Companies can more effectively run themselves when they don’t have to answer to the public markets on a quarterly basis, according to one portfolio manager.

“That’s just the flat-out truth of it,” Jeff Weniger, director of asset allocation at Wisdom Tree Asset Management, told BNN Bloomberg Thursday.

His comments come one day after Calgary, Alta.-based WestJet Airlines Ltd. CEO Ed Sims told BNN Bloomberg he’s eager to escape the wrath of “sell-side analysts” now that the airline’s takeover by Toronto-based private equity firm Onex Corporation has been granted final regulatory approval.

“Here’s another Canadian gem no longer available for mom and pop to play,” Weniger added.

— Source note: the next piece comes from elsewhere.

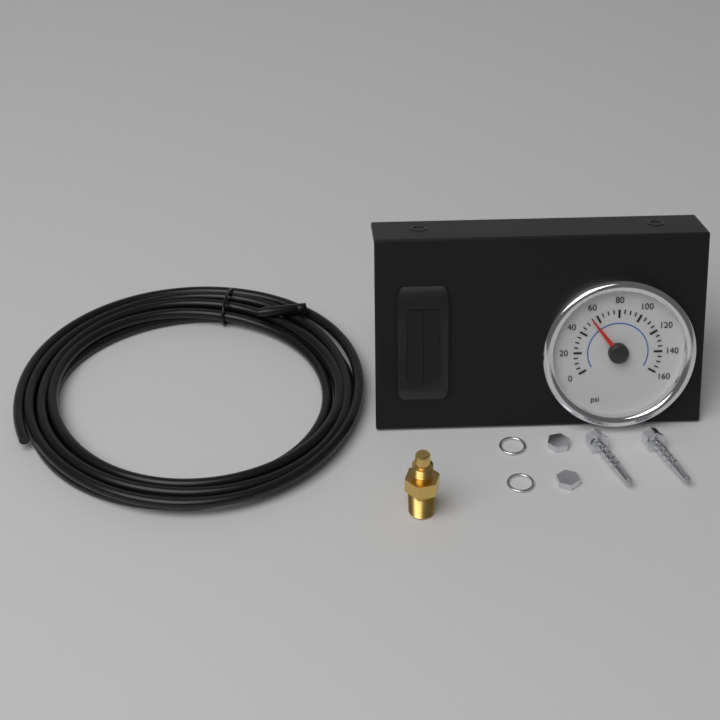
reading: 55 psi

He said the intense scrutiny public companies face goes back to the turn of the century, when bombshell revelations of accounting fraud at energy company Enron Corp. and telecom giant WorldCom resulted in the toughening of disclosure rules.

“It really increased the amount of filing you have to do,” Weniger said.

Swings in Lululemon Athletica Inc. shares since the company went public in 2007 serve as an example of how a company’s stock performance can hinge on the perceptions of public-market investors and analysts, Weniger added.

“You can see how [the company faced] public scrutiny going back to the fat-shaming scandal four years ago, to suddenly [becoming] the darling of the market,” he said in reference to comments made by Lululemon founder Chip Wilson in 2013.

“You can just be so susceptible to the vagaries of the news cycle.”